Panelists to health professionals: See every person as whole person, not just their disability
People with disabilities often avoid going to hospital or doctors’ offices because those areas are not equipped to address “non-conformist” bodies and minds, said Nancy Hansen, director of UM’s interdisciplinary master’s program in disability studies, at a recent panel discussion on ableism in health care.
Hosted by the Rady Faculty of Health Sciences, the panel, titled Community of Practice: Surviving Health Care in the 21st Century: The Disability Experience, was held virtually on March 21. Dr. Reg Urbanowski, dean of the College of Rehabilitation Sciences, moderated the informative discussion with Hansen and Dr. Diane Driedger, assistant professor of disability studies at UM.
The panelists looked at physical, social and psychological barriers that prevent the participation and engagement of disabled people. They said that many argue that these barriers are the true source of disability, not to be equated with impairment.
“I have a physical disability, such that my body doesn’t work in the same way as a non-disabled body would. Oftentimes our health-care professionals are unfamiliar with how a non-conformist body works on a day-to-day basis,” Hansen said. “We use time and space differently than non-disabled people do. So the traditional 15-minute timeslot with a doctor doesn’t work for us.”
Hansen, who has a mobility disability, said health professionals need to see people with disabilities coming into their office as an opportunity to see things from a different perspective, rather than as a problem.
Driedger, who has chronic illnesses, said one of the main issues is that many health care providers tend to look at fixing acute situations instead of understanding an individual’s disability or chronic illness.
“A lot of people with chronic illness will do just fine in society if they have balance and monitoring of their conditions so they can live as full lives as possible in the community,” she said. “We need to see every person as a whole person, not just their disability.”
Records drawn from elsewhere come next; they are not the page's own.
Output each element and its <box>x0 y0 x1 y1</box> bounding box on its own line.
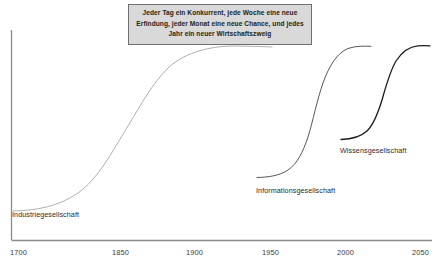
annotation-textbox: Jeder Tag ein Konkurrent, jede Woche ein… <box>128 4 312 45</box>
annotation-line-1: Jeder Tag ein Konkurrent, jede Woche ein… <box>133 8 307 19</box>
series-label-industriegesellschaft: Industriegesellschaft <box>12 210 79 219</box>
series-line-wissensgesellschaft <box>341 46 430 140</box>
series-label-informationsgesellschaft: Informationsgesellschaft <box>256 186 335 195</box>
x-tick-label-1950: 1950 <box>262 248 279 257</box>
chart-container: Jeder Tag ein Konkurrent, jede Woche ein… <box>0 0 439 266</box>
series-line-informationsgesellschaft <box>257 46 371 177</box>
x-tick-label-1900: 1900 <box>186 248 203 257</box>
series-label-wissensgesellschaft: Wissensgesellschaft <box>340 146 406 155</box>
x-tick-label-1850: 1850 <box>112 248 129 257</box>
series-line-industriegesellschaft <box>13 46 272 211</box>
x-tick-label-1700: 1700 <box>10 248 27 257</box>
x-tick-label-2000: 2000 <box>337 248 354 257</box>
annotation-line-2: Erfindung, jeder Monat eine neue Chance,… <box>133 19 307 30</box>
annotation-line-3: Jahr ein neuer Wirtschaftszweig <box>133 29 307 40</box>
x-tick-label-2050: 2050 <box>412 248 429 257</box>
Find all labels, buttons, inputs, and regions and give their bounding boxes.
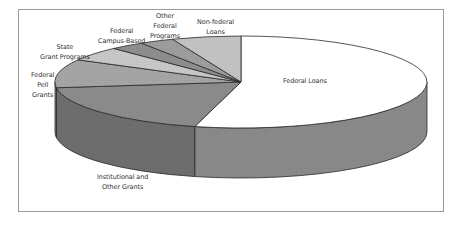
label-state-grant-programs: State Grant Programs: [40, 42, 90, 62]
pie-side-texture: [55, 82, 56, 138]
label-federal-campus-based: Federal Campus-Based: [98, 26, 145, 46]
label-other-federal-programs: Other Federal Programs: [150, 11, 180, 41]
label-federal-pell-grants: Federal Pell Grants: [31, 70, 54, 100]
label-nonfederal-loans: Non-federal Loans: [197, 17, 234, 37]
label-federal-loans: Federal Loans: [283, 76, 327, 86]
label-institutional-other-grants: Institutional and Other Grants: [97, 172, 148, 192]
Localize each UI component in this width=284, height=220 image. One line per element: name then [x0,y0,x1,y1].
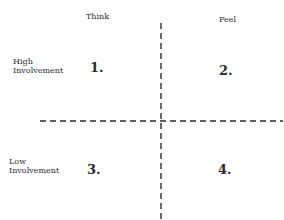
column-label-think: Think [86,12,109,21]
row-label-high-involvement: High Involvement [13,57,63,75]
quadrant-3-label: 3. [87,162,101,177]
column-label-feel: Feel [219,15,236,24]
row-label-low-involvement: Low Involvement [9,157,59,175]
quadrant-2-label: 2. [219,63,233,78]
quadrant-axes [0,0,284,220]
quadrant-4-label: 4. [218,162,232,177]
quadrant-1-label: 1. [90,60,104,75]
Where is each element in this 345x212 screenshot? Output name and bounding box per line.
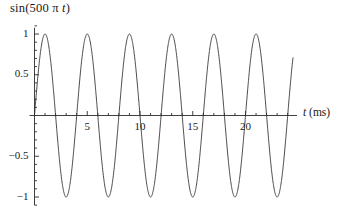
y-tick-label: 0.5 — [0, 67, 29, 79]
x-tick-label: 10 — [120, 120, 160, 132]
x-tick-label: 15 — [173, 120, 213, 132]
x-axis-label-units: (ms) — [306, 106, 330, 118]
x-axis-label: t (ms) — [303, 106, 330, 118]
sine-plot-figure: sin(500 π t) t (ms) 5101520−1−0.50.51 — [0, 0, 345, 212]
y-tick-label: 1 — [0, 27, 29, 39]
x-tick-label: 20 — [226, 120, 266, 132]
y-tick-label: −1 — [0, 190, 29, 202]
plot-canvas — [0, 0, 345, 212]
x-tick-label: 5 — [67, 120, 107, 132]
y-tick-label: −0.5 — [0, 149, 29, 161]
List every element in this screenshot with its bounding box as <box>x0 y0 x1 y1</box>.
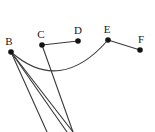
vertex-dot-c <box>39 42 45 48</box>
vertex-label-f: F <box>138 33 144 45</box>
vertex-dot-b <box>8 49 14 55</box>
vertex-dot-d <box>75 38 81 44</box>
vertex-dot-f <box>137 47 143 53</box>
geometry-canvas: B C D E F <box>0 0 155 132</box>
vertex-label-b: B <box>5 35 12 47</box>
vertex-label-c: C <box>37 28 44 40</box>
segment-ef <box>108 40 140 50</box>
vertex-label-e: E <box>104 23 111 35</box>
segment-cd <box>42 41 78 45</box>
vertex-label-d: D <box>74 24 82 36</box>
arc-b-to-e <box>11 40 108 71</box>
vertex-dot-e <box>105 37 111 43</box>
geometry-figure: B C D E F <box>0 0 155 132</box>
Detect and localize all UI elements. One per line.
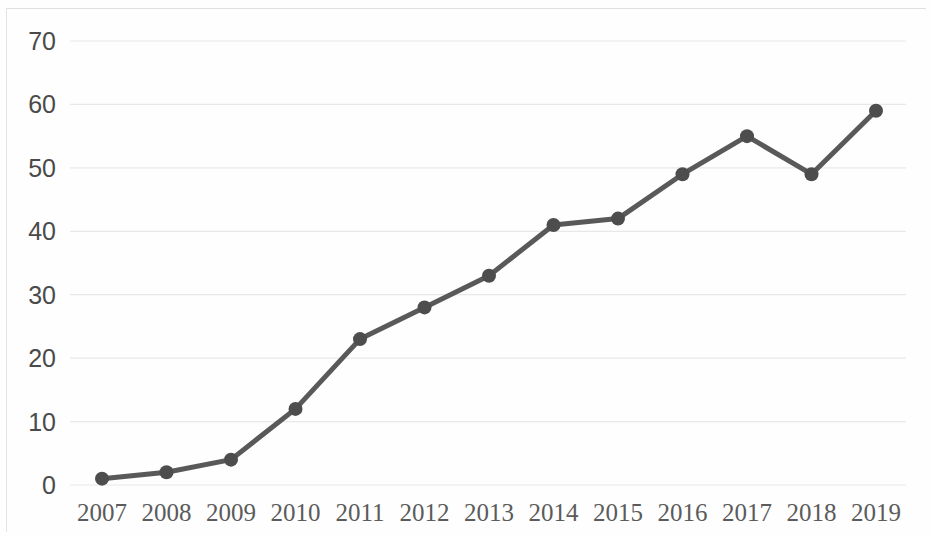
x-axis-tick-label: 2018: [787, 500, 837, 525]
x-axis-tick-label: 2013: [464, 500, 514, 525]
x-axis-tick-label: 2014: [529, 500, 579, 525]
data-point: [482, 269, 496, 283]
y-axis-tick-label: 50: [10, 155, 56, 180]
y-axis-tick-label: 10: [10, 409, 56, 434]
data-point: [869, 104, 883, 118]
x-axis-tick-label: 2017: [722, 500, 772, 525]
y-axis-tick-label: 70: [10, 29, 56, 54]
line-chart: 010203040506070 200720082009201020112012…: [0, 0, 932, 536]
data-point: [95, 472, 109, 486]
chart-canvas: [0, 0, 932, 536]
x-axis-tick-label: 2010: [271, 500, 321, 525]
data-point: [805, 167, 819, 181]
y-axis-tick-label: 0: [10, 473, 56, 498]
data-point: [224, 453, 238, 467]
x-axis-tick-label: 2011: [335, 500, 384, 525]
x-axis-tick-label: 2019: [851, 500, 901, 525]
data-point: [611, 212, 625, 226]
x-axis-tick-label: 2016: [658, 500, 708, 525]
plot-area: 010203040506070 200720082009201020112012…: [0, 0, 932, 536]
x-axis-tick-label: 2007: [77, 500, 127, 525]
y-axis-tick-label: 40: [10, 219, 56, 244]
y-axis-tick-label: 60: [10, 92, 56, 117]
data-point: [353, 332, 367, 346]
y-axis-tick-label: 30: [10, 282, 56, 307]
x-axis-tick-label: 2012: [400, 500, 450, 525]
data-point: [740, 129, 754, 143]
gridlines: [70, 41, 906, 485]
x-axis-tick-label: 2008: [142, 500, 192, 525]
data-point: [289, 402, 303, 416]
x-axis-tick-label: 2009: [206, 500, 256, 525]
y-axis-tick-label: 20: [10, 346, 56, 371]
data-point: [160, 465, 174, 479]
data-point: [418, 300, 432, 314]
data-point: [676, 167, 690, 181]
x-axis-tick-label: 2015: [593, 500, 643, 525]
data-point: [547, 218, 561, 232]
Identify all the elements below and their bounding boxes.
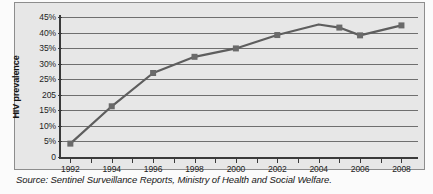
figure-container: HIV prevalence 05%10%15%20525%30%35%40%4… [0, 0, 433, 194]
x-axis-tick-mark [174, 159, 175, 163]
x-axis-tick-label: 2006 [351, 164, 370, 174]
x-axis-tick-label: 1992 [61, 164, 80, 174]
x-axis-tick-mark [70, 159, 71, 163]
x-axis-tick-label: 1994 [102, 164, 121, 174]
y-axis-tick-label: 40% [39, 28, 56, 38]
x-axis-tick-mark [215, 159, 216, 163]
x-axis-tick-mark [195, 159, 196, 163]
x-axis-tick-mark [401, 159, 402, 163]
y-axis-tick-labels: 05%10%15%20525%30%35%40%45% [0, 17, 56, 157]
x-axis-tick-mark [319, 159, 320, 163]
x-axis-tick-mark [339, 159, 340, 163]
data-point-marker [336, 25, 342, 31]
x-axis-tick-label: 2008 [392, 164, 411, 174]
x-axis-tick-label: 2000 [227, 164, 246, 174]
x-axis-tick-mark [91, 159, 92, 163]
y-axis-tick-label: 205 [42, 90, 56, 100]
x-axis-tick-label: 2002 [268, 164, 287, 174]
data-point-marker [150, 70, 156, 76]
x-axis-tick-mark [236, 159, 237, 163]
x-axis-tick-label: 1996 [144, 164, 163, 174]
data-point-marker [109, 103, 115, 109]
x-axis-tick-label: 2004 [309, 164, 328, 174]
y-axis-tick-label: 10% [39, 121, 56, 131]
y-axis-tick-label: 25% [39, 74, 56, 84]
x-axis-tick-label: 1998 [185, 164, 204, 174]
series-polyline [70, 24, 401, 143]
x-axis-tick-mark [132, 159, 133, 163]
y-axis-tick-label: 5% [44, 136, 56, 146]
y-axis-tick-label: 45% [39, 12, 56, 22]
x-axis-tick-mark [112, 159, 113, 163]
y-axis-tick-label: 30% [39, 59, 56, 69]
data-point-marker [192, 54, 198, 60]
y-axis-tick-label: 0 [51, 152, 56, 162]
x-axis-tick-mark [298, 159, 299, 163]
data-series-line [60, 17, 418, 157]
x-axis-tick-mark [153, 159, 154, 163]
x-axis-tick-mark [381, 159, 382, 163]
x-axis-tick-mark [360, 159, 361, 163]
x-axis-tick-mark [277, 159, 278, 163]
data-point-marker [274, 32, 280, 38]
data-point-marker [233, 45, 239, 51]
data-point-marker [398, 22, 404, 28]
x-axis-tick-mark [257, 159, 258, 163]
y-axis-tick-label: 15% [39, 105, 56, 115]
data-point-marker [357, 32, 363, 38]
y-axis-tick-label: 35% [39, 43, 56, 53]
data-point-marker [67, 141, 73, 147]
source-caption: Source: Sentinel Surveillance Reports, M… [16, 174, 332, 185]
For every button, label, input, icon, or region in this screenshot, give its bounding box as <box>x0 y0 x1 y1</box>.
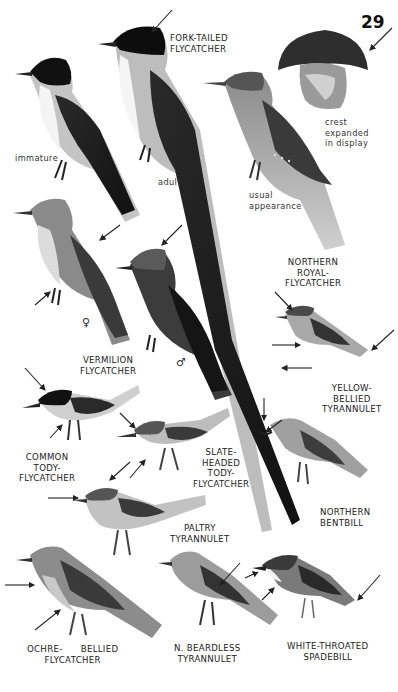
page-number: 29 <box>361 12 385 32</box>
female-symbol: ♀ <box>82 316 90 329</box>
note-crest-expanded: crest expanded in display <box>325 117 369 149</box>
field-guide-plate: 29 FORK-TAILED FLYCATCHER immature adult… <box>0 0 398 692</box>
bird-ochre-bellied-flycatcher <box>16 547 162 638</box>
bird-paltry-tyrannulet <box>73 488 206 555</box>
label-northern-bentbill: NORTHERN BENTBILL <box>320 507 370 528</box>
label-fork-tailed-flycatcher: FORK-TAILED FLYCATCHER <box>170 33 228 54</box>
male-symbol: ♂ <box>176 356 186 369</box>
label-n-beardless-tyrannulet: N. BEARDLESS TYRANNULET <box>174 643 240 664</box>
bird-royal-flycatcher-crest <box>278 30 368 109</box>
bird-common-tody-flycatcher <box>22 385 140 440</box>
bird-n-beardless-tyrannulet <box>158 552 278 625</box>
label-paltry-tyrannulet: PALTRY TYRANNULET <box>170 523 230 544</box>
label-yellow-bellied-tyrannulet: YELLOW- BELLIED TYRANNULET <box>322 383 382 415</box>
label-white-throated-spadebill: WHITE-THROATED SPADEBILL <box>287 641 369 662</box>
label-vermilion-flycatcher: VERMILION FLYCATCHER <box>80 355 136 376</box>
bird-vermilion-female <box>13 199 130 345</box>
label-slate-headed-tody-flycatcher: SLATE- HEADED TODY- FLYCATCHER <box>193 447 249 489</box>
label-common-tody-flycatcher: COMMON TODY- FLYCATCHER <box>19 452 75 484</box>
note-usual-appearance: usual appearance <box>249 190 302 211</box>
label-northern-royal-flycatcher: NORTHERN ROYAL- FLYCATCHER <box>285 257 341 289</box>
note-adult: adult <box>158 177 181 188</box>
label-ochre-bellied-flycatcher: OCHRE- BELLIED FLYCATCHER <box>27 644 118 665</box>
note-immature: immature <box>15 153 58 164</box>
bird-illustrations <box>0 0 398 692</box>
bird-yellow-bellied-tyrannulet <box>275 306 368 357</box>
She noted that some disabled people will not receive a proper diagnosis because the practitioner they see assumes a symptom is part of their disability or chronic illness.
“A lot of the medical model presumes that you can only have one thing at a time, and our way of practicing medicine or rehabilitation is very much based on that thought.”
The panelists also discussed how working an understanding of disability into health-based university curriculums is a necessary key moving forward. Urbanowski agreed.
“In the College of Rehabilitation Sciences, we’re redesigning our curriculum. We don’t yet have the anti-ableism curriculum we want. We have discussed it and will define it,” Urbanowski said.